So You’ve Been Publicly Shamed

by

Jon Ronson

Teachers and parents! Our Teacher Edition on So You’ve Been Publicly Shamed makes teaching easy.

So You’ve Been Publicly Shamed Study Guide

Welcome to the LitCharts study guide on Jon Ronson's So You’ve Been Publicly Shamed. Created by the original team behind SparkNotes, LitCharts are the world's best literature guides.

Brief Biography of Jon Ronson

Jon Ronson was born in Cardiff, the capital city of Wales, and lived there for most of his youth before moving to London to study media. A journalist who frequently weaves his own voice and experiences into his narratives, Ronson has written books on a wide-ranging series of topics, from religious extremism and conspiracy theories to the psychology of psychopathy to how social media impacts contemporary life. He is a regular contributor to the Guardian and to the NPR program This American Life. Ronson’s work has frequently been adapted for the screen—the 2014 movie Frank and the 2009 film The Men Who Stare at Goats are based on his books. Ronson is also the co-writer of the screenplay for the 2017 movie Okja. Ronson lives in Upstate New York with his family—he is a dual citizen of the U.S. and the U.K.
Get the entire So You’ve Been Publicly Shamed LitChart as a printable PDF.
So You’ve Been Publicly Shamed PDF

Historical Context of So You’ve Been Publicly Shamed

So You’ve Been Publicly Shamed was written between 2013 and 2015, and it mentions (or covers in-depth) many real-world and social media scandals, as well as political and human rights issues that are still relevant today. The social media shamings of Justine Sacco and Lindsey Stone are two of the social media snafus Ronson covers—but he also ties these women’s stories in with larger narratives about power and who gets to be the arbiter of shame in the modern world. The book discusses Mike Hubacek’s 1996 drunk driving case in Houston, Texas; the 2013 discovery of a brothel being run out of a Zumba studio in Maine; and the 2012 scandal that rocked the New York media world: the discovery of journalist Jonah Lehrer’s long history of plagiarizing or fabricating his work.

Other Books Related to So You’ve Been Publicly Shamed

Many of Jon Ronson’s other books (such as Them: Adventures with Extremists and The Psychopath Test: A Journey Through the Madness Industry) see Ronson essentially become a character in his own story. Other famous works of journalism that are written in this way include Hunter S. Thompson’s Fear and Loathing in Las Vegas, David Foster Wallace’s A Supposedly Fun Thing I’ll Never Do Again, and the work of journalists Tom Wolfe and Gay Talese. So You’ve Been Publicly Shamed is also a unique piece of journalism in that it reckons with how social media is changing the ways that people talk to and interact with each other. Other recent titles that examine social media include Richard Seymour’s The Twittering Machine and Nick Bilton’s Hatching Twitter: A True Story of Money, Power, Friendship, and Betrayal. Jon Ronson also invokes Nathanial Hawthorne’s classic story of shame in a small Puritan town, The Scarlet Letter, throughout the book.
Key Facts about So You’ve Been Publicly Shamed
  • Full Title: So You’ve Been Publicly Shamed
  • When Written: Roughly between 2013 and 2015
  • When Published: March 31, 2015
  • Literary Period: Contemporary journalism
  • Genre: Nonfiction, reportage, cultural criticism
  • Setting: London, England; New York, NY; Los Angeles, CA; Kennebunk, ME; New Jersey
  • Climax: A media firm specializing in reputation management helps Lindsey Stone beat Google’s algorithm and suppress the negative search results associated with her name
  • Antagonist: Shame
  • Point of View: First-person

Extra Credit for So You’ve Been Publicly Shamed

Policies in Place. Since 2015, when Ronson’s book was published, Twitter and many other social media sites have taken measures against hateful language and threats of violence. The internet’s role in contemporary free speech is always a fraught one, but many activists and experts have begun to examine more closely the relationship between online hate speech and real-world violence.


- **Task to complete**
Leave out the images and output the records word for word.

**********

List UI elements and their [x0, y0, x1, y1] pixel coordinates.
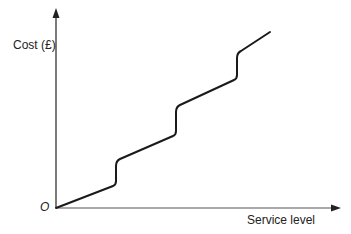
x-axis-arrow-icon: [331, 205, 341, 212]
cost-curve: [56, 32, 270, 208]
y-axis-arrow-icon: [53, 8, 60, 18]
step-cost-diagram: [0, 0, 351, 234]
x-axis-label: Service level: [247, 213, 315, 227]
origin-label: O: [40, 200, 49, 214]
y-axis-label: Cost (£): [13, 38, 56, 52]
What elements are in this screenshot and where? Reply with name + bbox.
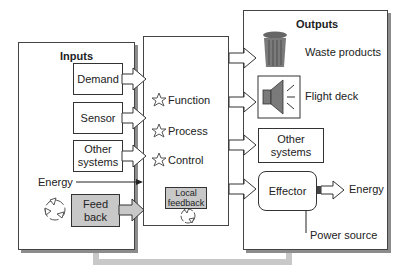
local-feedback-box: Local feedback — [165, 187, 207, 209]
other-systems-output-label: Other systems — [266, 133, 316, 159]
control-label: Control — [168, 154, 203, 166]
recycle-icon-local — [181, 208, 195, 223]
waste-products-label: Waste products — [305, 46, 381, 58]
other-systems-output-box: Other systems — [258, 128, 324, 163]
trash-can-icon — [263, 32, 287, 68]
effector-box: Effector — [258, 171, 317, 211]
flight-deck-label: Flight deck — [305, 90, 358, 102]
energy-output-label: Energy — [349, 183, 384, 195]
process-label: Process — [168, 125, 208, 137]
function-label: Function — [168, 94, 210, 106]
power-source-label: Power source — [310, 229, 377, 241]
recycle-icon-inputs — [45, 198, 65, 220]
local-feedback-label: Local feedback — [166, 188, 206, 208]
effector-label: Effector — [269, 185, 307, 198]
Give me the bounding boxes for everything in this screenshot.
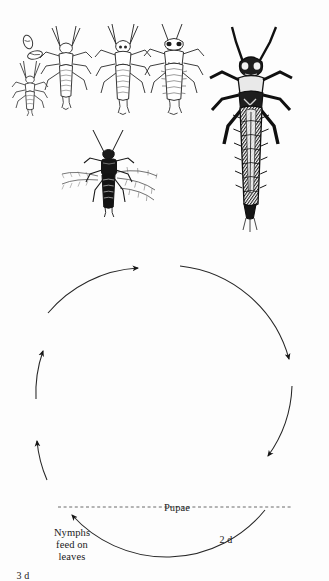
thrips-life-cycle-figure: Pupae Nymphs feed on leaves 2 d 3 d Nymp…	[0, 0, 329, 581]
node-label-pupae: Pupae	[147, 502, 207, 514]
node-label-nymphs-late: Nymphs feed on leaves	[34, 527, 110, 562]
specimen-plate-drawing	[0, 0, 329, 240]
life-cycle-diagram: Pupae Nymphs feed on leaves 2 d 3 d Nymp…	[0, 240, 329, 581]
duration-label-pupae-to-adults: 2 d	[209, 534, 243, 545]
specimen-plate	[0, 0, 329, 240]
duration-label-nymphs-early-to-late: 3 d	[8, 570, 38, 581]
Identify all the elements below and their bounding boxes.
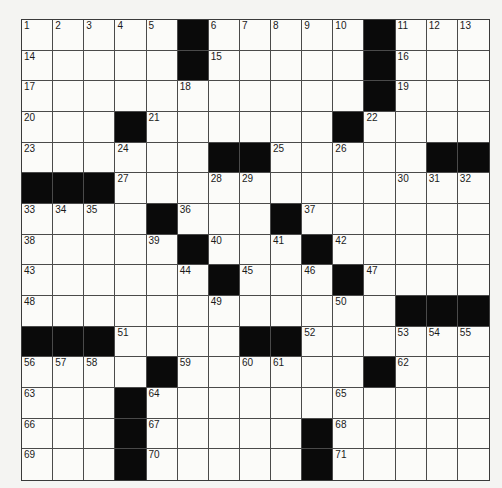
grid-cell[interactable]: 68 [333,419,364,450]
grid-cell[interactable] [396,388,427,419]
grid-cell[interactable] [53,112,84,143]
grid-cell[interactable]: 54 [427,327,458,358]
grid-cell[interactable]: 35 [84,204,115,235]
grid-cell[interactable] [84,265,115,296]
grid-cell[interactable]: 39 [147,235,178,266]
grid-cell[interactable] [84,81,115,112]
grid-cell[interactable]: 36 [178,204,209,235]
grid-cell[interactable] [209,449,240,480]
grid-cell[interactable]: 37 [302,204,333,235]
grid-cell[interactable] [333,51,364,82]
grid-cell[interactable]: 3 [84,20,115,51]
grid-cell[interactable] [178,449,209,480]
grid-cell[interactable] [84,51,115,82]
grid-cell[interactable] [147,173,178,204]
grid-cell[interactable] [53,51,84,82]
grid-cell[interactable] [302,51,333,82]
grid-cell[interactable] [209,388,240,419]
grid-cell[interactable] [302,296,333,327]
grid-cell[interactable] [115,81,146,112]
grid-cell[interactable] [53,388,84,419]
grid-cell[interactable]: 45 [240,265,271,296]
grid-cell[interactable] [271,81,302,112]
grid-cell[interactable]: 63 [22,388,53,419]
grid-cell[interactable] [458,235,489,266]
grid-cell[interactable] [240,204,271,235]
grid-cell[interactable]: 25 [271,143,302,174]
grid-cell[interactable]: 47 [364,265,395,296]
grid-cell[interactable]: 28 [209,173,240,204]
grid-cell[interactable]: 59 [178,357,209,388]
grid-cell[interactable] [178,327,209,358]
grid-cell[interactable]: 21 [147,112,178,143]
grid-cell[interactable] [364,419,395,450]
grid-cell[interactable] [147,81,178,112]
grid-cell[interactable] [364,143,395,174]
grid-cell[interactable] [115,296,146,327]
grid-cell[interactable]: 24 [115,143,146,174]
grid-cell[interactable]: 40 [209,235,240,266]
grid-cell[interactable]: 18 [178,81,209,112]
grid-cell[interactable] [427,449,458,480]
grid-cell[interactable] [84,419,115,450]
grid-cell[interactable] [53,143,84,174]
grid-cell[interactable] [396,204,427,235]
grid-cell[interactable] [271,51,302,82]
grid-cell[interactable] [84,296,115,327]
grid-cell[interactable]: 7 [240,20,271,51]
grid-cell[interactable]: 11 [396,20,427,51]
grid-cell[interactable] [84,235,115,266]
grid-cell[interactable] [396,143,427,174]
grid-cell[interactable] [364,296,395,327]
grid-cell[interactable]: 20 [22,112,53,143]
grid-cell[interactable] [427,51,458,82]
grid-cell[interactable] [364,204,395,235]
grid-cell[interactable] [333,173,364,204]
grid-cell[interactable] [147,51,178,82]
grid-cell[interactable] [364,235,395,266]
grid-cell[interactable]: 2 [53,20,84,51]
grid-cell[interactable] [115,51,146,82]
grid-cell[interactable]: 60 [240,357,271,388]
grid-cell[interactable] [396,265,427,296]
grid-cell[interactable]: 43 [22,265,53,296]
grid-cell[interactable]: 58 [84,357,115,388]
grid-cell[interactable] [84,449,115,480]
grid-cell[interactable]: 31 [427,173,458,204]
grid-cell[interactable] [115,357,146,388]
grid-cell[interactable]: 4 [115,20,146,51]
grid-cell[interactable] [427,265,458,296]
grid-cell[interactable] [209,327,240,358]
grid-cell[interactable] [84,143,115,174]
grid-cell[interactable]: 15 [209,51,240,82]
grid-cell[interactable] [333,204,364,235]
grid-cell[interactable] [147,143,178,174]
grid-cell[interactable] [427,419,458,450]
grid-cell[interactable] [84,112,115,143]
grid-cell[interactable]: 5 [147,20,178,51]
grid-cell[interactable] [458,449,489,480]
grid-cell[interactable]: 22 [364,112,395,143]
grid-cell[interactable] [302,388,333,419]
grid-cell[interactable] [302,357,333,388]
grid-cell[interactable] [84,388,115,419]
grid-cell[interactable] [427,204,458,235]
grid-cell[interactable] [427,235,458,266]
grid-cell[interactable]: 12 [427,20,458,51]
grid-cell[interactable]: 57 [53,357,84,388]
grid-cell[interactable] [178,143,209,174]
grid-cell[interactable]: 66 [22,419,53,450]
grid-cell[interactable] [302,81,333,112]
grid-cell[interactable]: 70 [147,449,178,480]
grid-cell[interactable] [427,388,458,419]
grid-cell[interactable]: 67 [147,419,178,450]
grid-cell[interactable] [364,327,395,358]
grid-cell[interactable]: 13 [458,20,489,51]
grid-cell[interactable]: 17 [22,81,53,112]
grid-cell[interactable] [271,388,302,419]
grid-cell[interactable]: 55 [458,327,489,358]
grid-cell[interactable] [240,81,271,112]
grid-cell[interactable] [178,419,209,450]
grid-cell[interactable] [364,388,395,419]
grid-cell[interactable] [147,327,178,358]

**********

- **Expected answer**
List UI elements and their [x0, y0, x1, y1] pixel coordinates.
x-axis-arrow-icon: [331, 205, 341, 212]
cost-curve: [56, 32, 270, 208]
y-axis-arrow-icon: [53, 8, 60, 18]
step-cost-diagram: [0, 0, 351, 234]
x-axis-label: Service level: [247, 213, 315, 227]
origin-label: O: [40, 200, 49, 214]
y-axis-label: Cost (£): [13, 38, 56, 52]
What elements are in this screenshot and where? Reply with name + bbox.
local-feedback-box: Local feedback — [165, 187, 207, 209]
other-systems-output-label: Other systems — [266, 133, 316, 159]
control-label: Control — [168, 154, 203, 166]
recycle-icon-local — [181, 208, 195, 223]
waste-products-label: Waste products — [305, 46, 381, 58]
other-systems-output-box: Other systems — [258, 128, 324, 163]
trash-can-icon — [263, 32, 287, 68]
effector-box: Effector — [258, 171, 317, 211]
flight-deck-label: Flight deck — [305, 90, 358, 102]
energy-output-label: Energy — [349, 183, 384, 195]
process-label: Process — [168, 125, 208, 137]
function-label: Function — [168, 94, 210, 106]
power-source-label: Power source — [310, 229, 377, 241]
recycle-icon-inputs — [45, 198, 65, 220]
local-feedback-label: Local feedback — [166, 188, 206, 208]
effector-label: Effector — [269, 185, 307, 198]
Give me the bounding boxes for everything in this screenshot.
thrips-life-cycle-figure: Pupae Nymphs feed on leaves 2 d 3 d Nymp…	[0, 0, 329, 581]
node-label-pupae: Pupae	[147, 502, 207, 514]
node-label-nymphs-late: Nymphs feed on leaves	[34, 527, 110, 562]
specimen-plate-drawing	[0, 0, 329, 240]
life-cycle-diagram: Pupae Nymphs feed on leaves 2 d 3 d Nymp…	[0, 240, 329, 581]
duration-label-pupae-to-adults: 2 d	[209, 534, 243, 545]
specimen-plate	[0, 0, 329, 240]
duration-label-nymphs-early-to-late: 3 d	[8, 570, 38, 581]
Identify all the elements below and their bounding boxes.
grid-cell[interactable]: 68 [333,419,364,450]
grid-cell[interactable] [396,388,427,419]
grid-cell[interactable] [53,112,84,143]
grid-cell[interactable]: 54 [427,327,458,358]
grid-cell[interactable]: 35 [84,204,115,235]
grid-cell[interactable] [84,265,115,296]
grid-cell[interactable]: 39 [147,235,178,266]
grid-cell[interactable] [84,81,115,112]
grid-cell[interactable]: 36 [178,204,209,235]
grid-cell[interactable] [209,449,240,480]
grid-cell[interactable]: 37 [302,204,333,235]
grid-cell[interactable] [333,51,364,82]
grid-cell[interactable]: 3 [84,20,115,51]
grid-cell[interactable] [178,449,209,480]
grid-cell[interactable] [84,51,115,82]
grid-cell[interactable] [147,173,178,204]
grid-cell[interactable] [53,51,84,82]
grid-cell[interactable] [302,51,333,82]
grid-cell[interactable] [209,388,240,419]
grid-cell[interactable] [302,296,333,327]
grid-cell[interactable] [115,81,146,112]
grid-cell[interactable] [53,388,84,419]
grid-cell[interactable]: 45 [240,265,271,296]
grid-cell[interactable] [271,81,302,112]
grid-cell[interactable]: 63 [22,388,53,419]
grid-cell[interactable] [458,235,489,266]
grid-cell[interactable] [240,204,271,235]
grid-cell[interactable]: 25 [271,143,302,174]
grid-cell[interactable]: 47 [364,265,395,296]
grid-cell[interactable]: 28 [209,173,240,204]
grid-cell[interactable]: 59 [178,357,209,388]
grid-cell[interactable] [178,327,209,358]
grid-cell[interactable]: 21 [147,112,178,143]
grid-cell[interactable] [364,419,395,450]
grid-cell[interactable] [147,81,178,112]
grid-cell[interactable] [364,143,395,174]
grid-cell[interactable] [115,296,146,327]
grid-cell[interactable]: 24 [115,143,146,174]
grid-cell[interactable]: 40 [209,235,240,266]
grid-cell[interactable]: 18 [178,81,209,112]
grid-cell[interactable] [427,449,458,480]
grid-cell[interactable] [84,419,115,450]
grid-cell[interactable] [53,143,84,174]
grid-cell[interactable] [396,204,427,235]
grid-cell[interactable] [271,51,302,82]
grid-cell[interactable] [84,296,115,327]
grid-cell[interactable]: 7 [240,20,271,51]
grid-cell[interactable]: 11 [396,20,427,51]
grid-cell[interactable] [84,235,115,266]
grid-cell[interactable] [396,143,427,174]
grid-cell[interactable] [364,296,395,327]
grid-cell[interactable]: 20 [22,112,53,143]
grid-cell[interactable] [427,51,458,82]
grid-cell[interactable] [364,204,395,235]
grid-cell[interactable] [333,173,364,204]
grid-cell[interactable] [147,51,178,82]
grid-cell[interactable] [364,235,395,266]
grid-cell[interactable]: 2 [53,20,84,51]
grid-cell[interactable] [115,51,146,82]
grid-cell[interactable]: 60 [240,357,271,388]
grid-cell[interactable] [396,265,427,296]
grid-cell[interactable]: 43 [22,265,53,296]
grid-cell[interactable]: 58 [84,357,115,388]
grid-cell[interactable] [84,449,115,480]
grid-cell[interactable]: 31 [427,173,458,204]
grid-cell[interactable] [115,357,146,388]
grid-cell[interactable]: 4 [115,20,146,51]
grid-cell[interactable] [427,265,458,296]
grid-cell[interactable] [209,327,240,358]
grid-cell[interactable] [84,143,115,174]
grid-cell[interactable]: 15 [209,51,240,82]
grid-cell[interactable] [333,204,364,235]
grid-cell[interactable] [147,143,178,174]
grid-cell[interactable] [427,419,458,450]
grid-cell[interactable] [84,112,115,143]
grid-cell[interactable]: 5 [147,20,178,51]
grid-cell[interactable] [458,449,489,480]
grid-cell[interactable]: 22 [364,112,395,143]
grid-cell[interactable] [302,388,333,419]
grid-cell[interactable] [302,357,333,388]
grid-cell[interactable] [84,388,115,419]
grid-cell[interactable] [427,204,458,235]
grid-cell[interactable] [427,235,458,266]
grid-cell[interactable]: 12 [427,20,458,51]
grid-cell[interactable]: 57 [53,357,84,388]
grid-cell[interactable] [178,143,209,174]
grid-cell[interactable]: 66 [22,419,53,450]
grid-cell[interactable] [302,81,333,112]
grid-cell[interactable]: 70 [147,449,178,480]
grid-cell[interactable] [427,388,458,419]
grid-cell[interactable]: 67 [147,419,178,450]
grid-cell[interactable] [364,327,395,358]
grid-cell[interactable]: 13 [458,20,489,51]
grid-cell[interactable]: 17 [22,81,53,112]
grid-cell[interactable] [271,388,302,419]
grid-cell[interactable]: 55 [458,327,489,358]
grid-cell[interactable] [240,81,271,112]
grid-cell[interactable] [178,419,209,450]
grid-cell[interactable] [364,388,395,419]
grid-cell[interactable] [147,327,178,358]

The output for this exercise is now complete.